Amber Miller Licensed Professional Counselor, Wisconsin

What I treat · Anxiety

Anxiety therapy across Wisconsin, in person or by telehealth.

If your nervous system has been on a thirty-day setting it can't seem to turn off, you're not broken, and you're not overreacting. You're describing one of the most treatable things I work with. Here's how we'd approach it together.

Anxiety is the experience of your nervous system reading the present moment as dangerous when it isn't. The thoughts run loud, the chest tightens, the sleep gets thin, the small decisions become exhausting. You start avoiding things you used to do without thinking about them, and then the avoidance becomes its own problem.

That experience responds well to therapy, and often faster than people expect. Most of the people I see with anxiety notice the worst edges soften within four to six weeks of starting weekly sessions. Many keep going past that point because the work becomes interesting on its own terms.

What anxiety actually looks like (yours might not look like the brochure)

The textbook list (racing thoughts, restlessness, fatigue, sleep trouble, irritability) is real, but it misses the way anxiety actually shows up in people's lives. It might be the third time this week you've rewritten the same email. It might be the fight with your partner about how you "always seem somewhere else." It might be the way you've started quietly avoiding social plans, group chats, the phone ringing, the grocery store.

  • You replay conversations after the fact, looking for what you got wrong
  • You feel keyed up but tired at the same time, especially in the evenings
  • Decisions that used to be easy now feel like they require homework
  • You wake up early with a knot in your stomach for no apparent reason
  • You've started to suspect this might just be how you are now

How we'd work on it

I draw on a few approaches that have strong evidence behind them for anxiety, and I match the mix to the person. Cognitive behavioral therapy gives us the tools for catching the spiral early. Dialectical behavioral skills are useful when the body is too activated to think your way out of it. Person-centered work, which is most of what I do, holds the room while we figure out what's actually being protected by all of this.

In practice, most weeks we will talk through what came up since the last session, notice the patterns, and try out a small experiment between now and the next time we meet. Not homework. Small experiments. Most of them are about a single sentence you didn't say, or a single choice you tried differently.

Your anxiety is doing a job. The work is figuring out what job, and whether there's a better way to do it.

If you're a college student

If you're enrolled at a UW campus, a private college, or a technical college in Wisconsin, your campus counseling center is a real resource, and it usually has a waiting list. I take BadgerCare and most major insurance. Telehealth sessions from your dorm or apartment are the most common way I work with students, including the in-between weeks between semesters. Scheduling is Monday through Thursday, 8 a.m. to 2:30 p.m., which lines up well with between-class or lunch-hour slots.

What this is not

I am not the right person if you need medication management. That requires a psychiatrist or your primary care doctor, and I can help you find one. I am also not the right person if you're in active crisis right now. If that's where you are, please call 988 (the Suicide & Crisis Lifeline) or go to your nearest emergency department, then call me when you're stable enough that weekly therapy will land.

What to do next

If anxiety is what brought you here and the rest of this read like a description of something you recognize, the next step is to schedule the consultation or intake session. I ask a few questions, you ask whatever you want, we both get a sense of whether we'd work well together. No pressure to book if it doesn't feel right.

Schedule a free 15 minutes consult

Common questions

Things people ask before reaching out.

How long does anxiety therapy take to work?

Most people notice the worst edges soften within four to six weeks of weekly sessions. That's not a guarantee, but it's typical. Lasting change usually takes longer, often three to six months. We talk through your timeline at the first session.

Can I do anxiety therapy by telehealth, or do I have to come in?

Telehealth across Wisconsin works well for most anxiety work. Some people prefer the structure of an in-person room, which is available at the Superior office. We decide together at the consult.

Do you prescribe medication?

No, I'm a licensed counselor (LPC), not a prescriber. If medication might be part of your picture, I'll help you find a psychiatrist or work with your primary care doctor, and the therapy work continues alongside.

Will my insurance cover anxiety therapy?

In most cases, yes. I'm credentialed with most major insurance in Wisconsin including BadgerCare, Medicaid, and Medicare. Verify your specific plan's mental-health benefits before the first session; I'll help if it gets complicated.

What if it's not anxiety, or I'm not sure?

That's normal. Most of what people describe as anxiety overlaps with depression, ADHD, or the aftermath of a difficult experience. The first session is partly about figuring out together what's actually going on. The diagnosis matters less than what we do about it.

Where I can see you

By telehealth, anywhere in Wisconsin.

Common cities and college towns where I work with clients on this. If yours is not listed, telehealth covers you all the same.

A·M LPC 12237

Reaching out is the hardest part. After that, I take it from there.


WHAT THIS TASK INVOLVES: The answer must consist of every line in the records that contains the word "amount".

Items listed in a dataset:
--- --- ---

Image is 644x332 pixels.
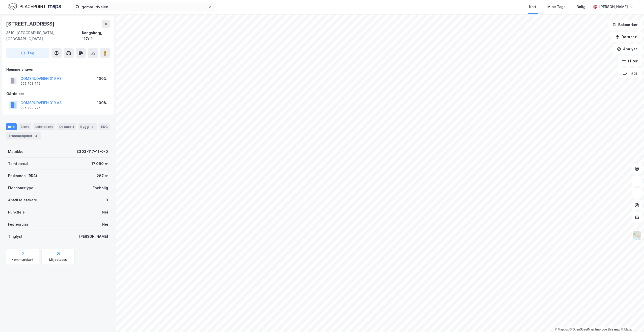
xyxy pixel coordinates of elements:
button: Tag [6,48,49,58]
div: 17 060 ㎡ [91,160,108,167]
div: Tinglyst [8,233,22,239]
div: 995 793 776 [20,106,41,110]
button: Tags [618,68,642,78]
div: Kommunekart [12,258,33,262]
div: Nei [102,222,108,227]
div: Transaksjoner [6,132,41,139]
iframe: Chat Widget [619,308,644,332]
div: Bygg [78,123,97,130]
img: logo.f888ab2527a4732fd821a326f86c7f29.svg [8,2,61,11]
div: 100% [97,75,107,81]
input: Søk på adresse, matrikkel, gårdeiere, leietakere eller personer [79,3,208,10]
div: 100% [97,100,107,106]
button: Filter [618,56,642,66]
div: Eiendomstype [8,185,33,191]
div: Mine Tags [547,4,565,10]
div: Datasett [57,123,76,130]
div: 3303-117-11-0-0 [76,149,108,155]
div: ESG [99,123,110,130]
div: Miljøstatus [49,258,67,262]
button: Analyse [613,44,642,54]
a: Improve this map [595,328,620,331]
div: [PERSON_NAME] [79,233,108,239]
div: Festegrunn [8,222,28,227]
div: 0 [105,197,108,203]
div: Gårdeiere [6,91,110,97]
button: Datasett [611,32,642,42]
div: [PERSON_NAME] [599,4,627,10]
div: Kart [529,4,536,10]
div: Kongsberg, 117/11 [82,30,110,42]
div: Bruksareal (BRA) [8,173,37,179]
div: [STREET_ADDRESS] [6,20,55,28]
div: Antall leietakere [8,197,37,203]
div: Tomteareal [8,160,28,167]
div: Leietakere [33,123,55,130]
a: Mapbox [555,328,568,331]
div: Kontrollprogram for chat [619,308,644,332]
div: 4 [33,133,39,138]
button: Bokmerker [608,20,642,30]
div: Enebolig [92,185,108,191]
div: Matrikkel [8,149,25,155]
div: 4 [90,124,95,130]
div: Bolig [576,4,585,10]
div: Nei [102,209,108,215]
div: Punktleie [8,209,25,215]
div: 995 793 776 [20,81,41,86]
div: 3619, [GEOGRAPHIC_DATA], [GEOGRAPHIC_DATA] [6,30,82,42]
img: Z [632,231,642,240]
div: 287 ㎡ [97,173,108,179]
div: Info [6,123,17,130]
div: Hjemmelshaver [6,67,110,72]
div: Eiere [18,123,31,130]
a: OpenStreetMap [569,328,594,331]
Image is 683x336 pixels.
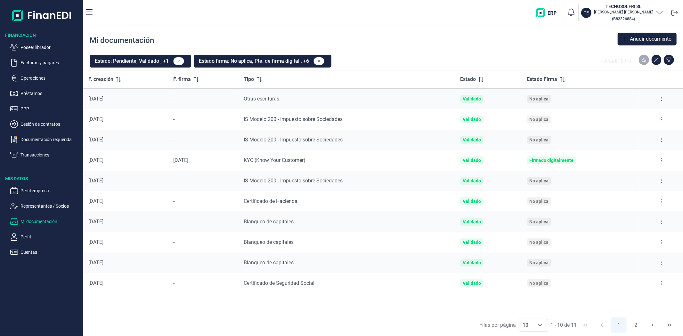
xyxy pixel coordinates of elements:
[10,187,81,195] button: Perfil empresa
[578,318,593,333] button: First Page
[10,233,81,241] button: Perfil
[20,202,81,210] p: Representantes / Socios
[612,16,635,21] small: Copiar cif
[244,239,294,245] span: Blanqueo de capitales
[88,137,163,143] div: [DATE]
[594,318,610,333] button: Previous Page
[463,281,481,286] div: Validado
[90,55,191,68] button: Estado: Pendiente, Validado , +1
[10,151,81,159] button: Transacciones
[530,240,549,245] div: No aplica
[20,218,81,225] p: Mi documentación
[244,96,280,102] span: Otras escrituras
[174,137,234,143] div: -
[244,260,294,266] span: Blanqueo de capitales
[530,158,574,163] div: Firmado digitalmente
[10,90,81,97] button: Préstamos
[530,219,549,224] div: No aplica
[530,178,549,183] div: No aplica
[174,280,234,287] div: -
[174,96,234,102] div: -
[530,260,549,265] div: No aplica
[536,8,561,17] img: erp
[88,280,163,287] div: [DATE]
[10,248,81,256] button: Cuentas
[463,199,481,204] div: Validado
[174,219,234,225] div: -
[12,5,72,26] img: Logo de aplicación
[88,260,163,266] div: [DATE]
[463,178,481,183] div: Validado
[630,35,671,43] span: Añadir documento
[244,178,343,184] span: IS Modelo 200 - Impuesto sobre Sociedades
[20,120,81,128] p: Cesión de contratos
[10,202,81,210] button: Representantes / Socios
[480,321,516,329] div: Filas por página
[20,44,81,51] p: Poseer librador
[20,233,81,241] p: Perfil
[519,319,532,331] span: 10
[88,198,163,205] div: [DATE]
[20,59,81,67] p: Facturas y pagarés
[20,105,81,113] p: PPP
[581,3,663,22] button: TETECNOSOLFRI SL[PERSON_NAME] [PERSON_NAME](B83326884)
[527,76,557,83] span: Estado Firma
[20,187,81,195] p: Perfil empresa
[594,3,653,10] h3: TECNOSOLFRI SL
[20,136,81,143] p: Documentación requerida
[244,157,306,163] span: KYC (Know Your Customer)
[530,96,549,101] div: No aplica
[463,219,481,224] div: Validado
[10,136,81,143] button: Documentación requerida
[88,219,163,225] div: [DATE]
[463,117,481,122] div: Validado
[174,198,234,205] div: -
[463,96,481,101] div: Validado
[10,44,81,51] button: Poseer librador
[174,116,234,123] div: -
[530,117,549,122] div: No aplica
[194,55,331,68] button: Estado firma: No aplica, Pte. de firma digital , +6
[20,151,81,159] p: Transacciones
[20,90,81,97] p: Préstamos
[460,76,476,83] span: Estado
[244,137,343,143] span: IS Modelo 200 - Impuesto sobre Sociedades
[463,240,481,245] div: Validado
[88,157,163,164] div: [DATE]
[20,248,81,256] p: Cuentas
[90,35,154,45] div: Mi documentación
[10,74,81,82] button: Operaciones
[174,260,234,266] div: -
[244,76,254,83] span: Tipo
[174,157,234,164] div: [DATE]
[530,199,549,204] div: No aplica
[174,239,234,246] div: -
[88,239,163,246] div: [DATE]
[88,96,163,102] div: [DATE]
[20,74,81,82] p: Operaciones
[551,323,577,328] span: 1 - 10 de 11
[174,76,191,83] span: F. firma
[88,76,113,83] span: F. creación
[618,33,677,45] button: Añadir documento
[530,281,549,286] div: No aplica
[10,120,81,128] button: Cesión de contratos
[532,319,548,331] div: Choose
[10,105,81,113] button: PPP
[611,318,627,333] button: Page 1
[244,198,298,204] span: Certificado de Hacienda
[584,10,589,16] p: TE
[10,59,81,67] button: Facturas y pagarés
[530,137,549,142] div: No aplica
[628,318,644,333] button: Page 2
[244,280,315,286] span: Certificado de Seguridad Social
[645,318,660,333] button: Next Page
[463,137,481,142] div: Validado
[463,260,481,265] div: Validado
[662,318,677,333] button: Last Page
[174,178,234,184] div: -
[244,116,343,122] span: IS Modelo 200 - Impuesto sobre Sociedades
[594,10,653,15] p: [PERSON_NAME] [PERSON_NAME]
[244,219,294,225] span: Blanqueo de capitales
[88,178,163,184] div: [DATE]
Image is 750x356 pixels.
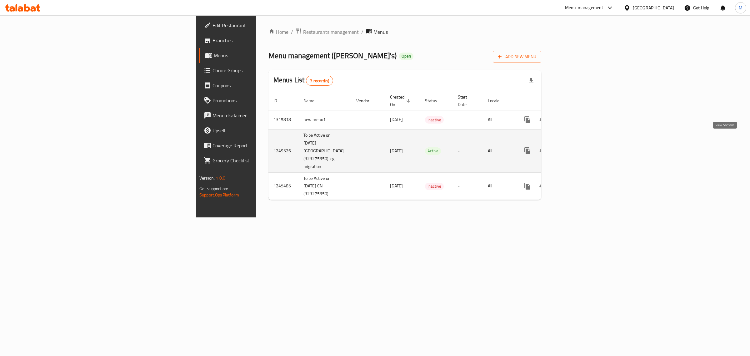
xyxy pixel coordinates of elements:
[390,93,413,108] span: Created On
[633,4,674,11] div: [GEOGRAPHIC_DATA]
[425,97,446,104] span: Status
[399,53,414,59] span: Open
[498,53,536,61] span: Add New Menu
[425,147,441,155] div: Active
[520,179,535,194] button: more
[356,97,378,104] span: Vendor
[520,112,535,127] button: more
[535,179,550,194] button: Change Status
[213,82,317,89] span: Coupons
[515,91,585,110] th: Actions
[269,48,397,63] span: Menu management ( [PERSON_NAME]'s )
[425,183,444,190] span: Inactive
[535,143,550,158] button: Change Status
[213,67,317,74] span: Choice Groups
[299,110,351,129] td: new menu1
[199,123,322,138] a: Upsell
[269,91,585,200] table: enhanced table
[199,153,322,168] a: Grocery Checklist
[199,138,322,153] a: Coverage Report
[524,73,539,88] div: Export file
[535,112,550,127] button: Change Status
[213,97,317,104] span: Promotions
[199,33,322,48] a: Branches
[493,51,541,63] button: Add New Menu
[199,78,322,93] a: Coupons
[739,4,743,11] span: M
[199,93,322,108] a: Promotions
[453,129,483,172] td: -
[390,182,403,190] span: [DATE]
[213,112,317,119] span: Menu disclaimer
[306,76,333,86] div: Total records count
[199,191,239,199] a: Support.OpsPlatform
[303,28,359,36] span: Restaurants management
[458,93,476,108] span: Start Date
[483,110,515,129] td: All
[399,53,414,60] div: Open
[520,143,535,158] button: more
[213,127,317,134] span: Upsell
[199,63,322,78] a: Choice Groups
[269,28,541,36] nav: breadcrumb
[296,28,359,36] a: Restaurants management
[199,184,228,193] span: Get support on:
[274,75,333,86] h2: Menus List
[299,172,351,200] td: To be Active on [DATE] CN (323275950)
[213,22,317,29] span: Edit Restaurant
[299,129,351,172] td: To be Active on [DATE] [GEOGRAPHIC_DATA] (323275950)-cg migration
[483,129,515,172] td: All
[214,52,317,59] span: Menus
[390,147,403,155] span: [DATE]
[304,97,323,104] span: Name
[390,115,403,123] span: [DATE]
[199,18,322,33] a: Edit Restaurant
[488,97,508,104] span: Locale
[199,174,215,182] span: Version:
[199,108,322,123] a: Menu disclaimer
[374,28,388,36] span: Menus
[425,116,444,123] span: Inactive
[199,48,322,63] a: Menus
[483,172,515,200] td: All
[274,97,285,104] span: ID
[213,157,317,164] span: Grocery Checklist
[565,4,604,12] div: Menu-management
[213,142,317,149] span: Coverage Report
[453,110,483,129] td: -
[216,174,225,182] span: 1.0.0
[213,37,317,44] span: Branches
[425,147,441,154] span: Active
[361,28,364,36] li: /
[306,78,333,84] span: 3 record(s)
[453,172,483,200] td: -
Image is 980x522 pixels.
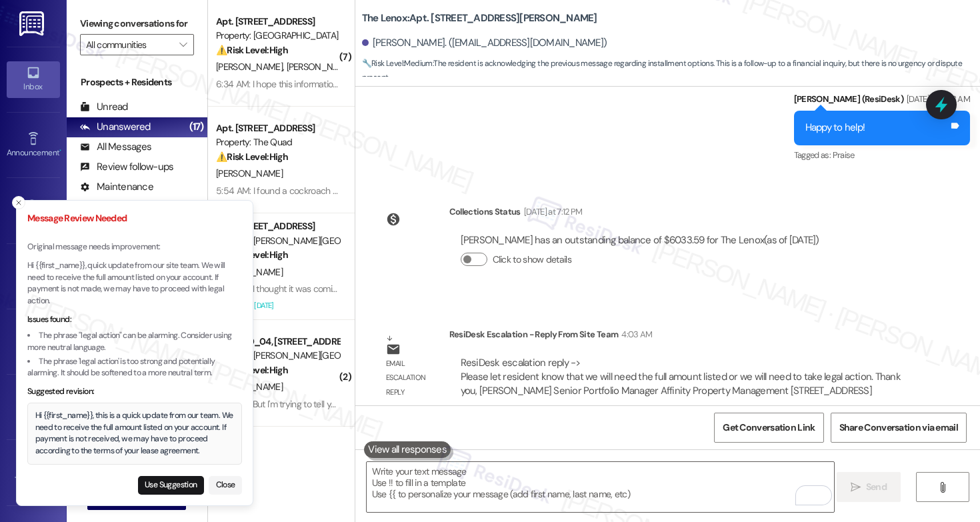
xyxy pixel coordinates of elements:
div: [PERSON_NAME] (ResiDesk) [795,92,970,111]
div: Property: The Quad [216,135,340,150]
a: Site Visit • [6,193,60,229]
b: The Lenox: Apt. [STREET_ADDRESS][PERSON_NAME] [362,11,597,25]
div: Unread [80,100,128,114]
div: Apt. [STREET_ADDRESS] [216,122,340,135]
div: 6:34 AM: I hope this information helped. [216,78,369,90]
div: [PERSON_NAME] has an outstanding balance of $6033.59 for The Lenox (as of [DATE]) [461,233,819,247]
a: Insights • [6,258,60,294]
p: Original message needs improvement: [27,242,242,254]
p: Hi {{first_name}}, quick update from our site team. We will need to receive the full amount liste... [27,260,242,307]
h3: Message Review Needed [27,212,242,225]
li: The phrase "legal action" can be alarming. Consider using more neutral language. [27,330,242,353]
div: Maintenance [80,180,154,194]
div: 5:54 AM: I found a cockroach in my apartment after I came back after being gone for a week. I had... [216,185,966,197]
div: [DATE] at 7:12 PM [521,205,583,219]
strong: ⚠️ Risk Level: High [216,44,288,56]
div: Collections Status [449,205,521,219]
span: Get Conversation Link [723,421,815,435]
div: Property: [PERSON_NAME][GEOGRAPHIC_DATA][PERSON_NAME] [216,234,340,248]
span: Share Conversation via email [840,421,959,435]
textarea: To enrich screen reader interactions, please activate Accessibility in Grammarly extension settings [367,462,834,512]
a: Buildings [6,324,60,360]
a: Leads [6,390,60,426]
i:  [851,482,861,493]
div: Hi {{first_name}}, this is a quick update from our team. We need to receive the full amount liste... [35,411,235,457]
div: Happy to help! [806,121,865,134]
span: : The resident is acknowledging the previous message regarding installment options. This is a fol... [362,56,980,85]
button: Share Conversation via email [831,413,967,443]
div: All Messages [80,140,151,154]
label: Viewing conversations for [80,14,194,34]
div: Property: [GEOGRAPHIC_DATA] [216,29,340,43]
div: Email escalation reply [386,357,438,399]
a: Inbox [6,61,60,97]
span: Send [866,481,887,494]
div: ResiDesk Escalation - Reply From Site Team [449,328,919,346]
li: The phrase 'legal action' is too strong and potentially alarming. It should be softened to a more... [27,356,242,380]
input: All communities [86,34,173,56]
button: Close toast [12,196,25,209]
strong: ⚠️ Risk Level: High [216,249,288,261]
i:  [180,39,187,50]
span: [PERSON_NAME] [216,267,282,279]
div: 4:03 AM [618,328,652,341]
img: ResiDesk Logo [19,11,47,36]
span: [PERSON_NAME] [216,60,287,72]
div: [PERSON_NAME]. ([EMAIL_ADDRESS][DOMAIN_NAME]) [362,36,608,50]
div: Apt. [STREET_ADDRESS] [216,14,340,29]
div: Review follow-ups [80,160,173,174]
div: ResiDesk escalation reply -> Please let resident know that we will need the full amount listed or... [461,356,901,399]
div: Unanswered [80,120,150,134]
i:  [938,482,947,493]
div: Prospects + Residents [67,76,208,89]
span: [PERSON_NAME] [286,60,357,72]
div: Apt. [STREET_ADDRESS] [216,220,340,233]
div: [DATE] at 3:38 AM [904,92,970,106]
strong: ⚠️ Risk Level: High [216,150,288,163]
div: Suggested revision: [27,386,242,399]
div: Apt. 4120_04, [STREET_ADDRESS] [216,335,340,349]
div: (17) [186,117,208,138]
div: Archived on [DATE] [215,298,340,314]
div: Property: [PERSON_NAME][GEOGRAPHIC_DATA][PERSON_NAME] [216,349,340,363]
strong: 🔧 Risk Level: Medium [362,58,433,68]
div: Tagged as: [795,146,970,165]
div: Issues found: [27,314,242,326]
a: Templates • [6,455,60,491]
span: [PERSON_NAME] [216,167,282,180]
span: Praise [833,150,855,161]
span: [PERSON_NAME] [216,381,282,393]
button: Close [208,477,242,495]
label: Click to show details [493,253,572,267]
button: Send [837,473,902,502]
button: Use Suggestion [138,477,204,495]
strong: ⚠️ Risk Level: High [216,364,288,376]
span: • [60,146,61,155]
button: Get Conversation Link [714,413,823,443]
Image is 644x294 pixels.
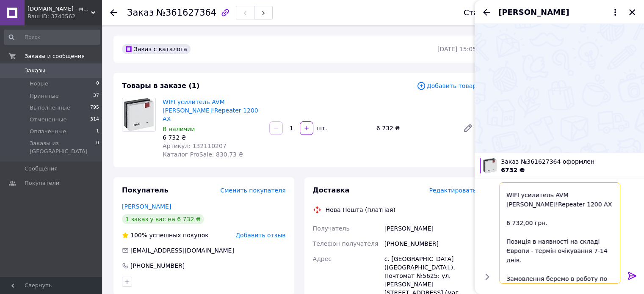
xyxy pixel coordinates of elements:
[96,80,99,87] span: 0
[429,187,476,194] span: Редактировать
[482,7,492,17] button: Назад
[4,29,100,45] input: Поиск
[156,8,217,18] span: №361627364
[163,143,227,149] span: Артикул: 132110207
[313,256,331,262] span: Адрес
[498,6,620,18] button: [PERSON_NAME]
[96,128,99,136] span: 1
[163,125,195,133] span: В наличии
[498,6,569,18] span: [PERSON_NAME]
[24,52,85,60] span: Заказы и сообщения
[127,8,153,18] span: Заказ
[163,133,262,142] div: 6 732 ₴
[323,206,398,214] div: Нова Пошта (платная)
[313,225,350,232] span: Получатель
[24,165,57,173] span: Сообщения
[93,93,99,100] span: 37
[464,9,521,17] div: Статус заказа
[501,158,639,166] span: Заказ №361627364 оформлен
[27,13,102,20] div: Ваш ID: 3743562
[313,186,350,194] span: Доставка
[90,104,99,112] span: 795
[220,187,285,194] span: Сменить покупателя
[235,232,285,239] span: Добавить отзыв
[482,272,493,283] button: Показать кнопки
[29,116,67,123] span: Отмененные
[29,140,96,155] span: Заказы из [GEOGRAPHIC_DATA]
[110,9,117,17] div: Вернуться назад
[122,186,168,194] span: Покупатель
[29,128,66,136] span: Оплаченные
[437,46,476,52] time: [DATE] 15:05
[313,240,379,247] span: Телефон получателя
[24,179,60,187] span: Покупатели
[501,167,525,174] span: 6732 ₴
[131,232,148,239] span: 100%
[27,5,91,13] span: arsi.com.ua - магазин техники
[130,262,186,270] div: [PHONE_NUMBER]
[122,204,171,210] a: [PERSON_NAME]
[124,98,153,131] img: WIFI усилитель AVM FRITZ!Repeater 1200 AX
[131,247,235,254] span: [EMAIL_ADDRESS][DOMAIN_NAME]
[29,104,70,112] span: Выполненные
[383,221,478,237] div: [PERSON_NAME]
[163,151,243,158] span: Каталог ProSale: 830.73 ₴
[373,123,456,134] div: 6 732 ₴
[29,80,48,87] span: Новые
[122,82,199,90] span: Товары в заказе (1)
[383,237,478,252] div: [PHONE_NUMBER]
[163,99,258,123] a: WIFI усилитель AVM [PERSON_NAME]!Repeater 1200 AX
[96,140,99,155] span: 0
[628,7,638,17] button: Закрыть
[122,44,191,54] div: Заказ с каталога
[460,120,476,137] a: Редактировать
[122,214,204,224] div: 1 заказ у вас на 6 732 ₴
[499,183,620,284] textarea: Добрий день! Мене звати [PERSON_NAME], я менеджер по Вашому замовленню в інтернет-магазині. WIFI ...
[90,116,99,123] span: 314
[314,124,328,133] div: шт.
[483,158,497,174] img: 6475206653_w100_h100_wifi-usilitel-avm.jpg
[29,93,59,100] span: Принятые
[122,231,209,240] div: успешных покупок
[417,81,476,90] span: Добавить товар
[24,67,45,75] span: Заказы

--- --- ---

SOLVED EXERCISE:
p: Hi {{first_name}}, quick update from our site team. We will need to receive the full amount liste... [27,260,242,307]
div: Hi {{first_name}}, this is a quick update from our team. We need to receive the full amount liste... [35,411,235,457]
div: ResiDesk escalation reply -> Please let resident know that we will need the full amount listed or... [461,356,901,399]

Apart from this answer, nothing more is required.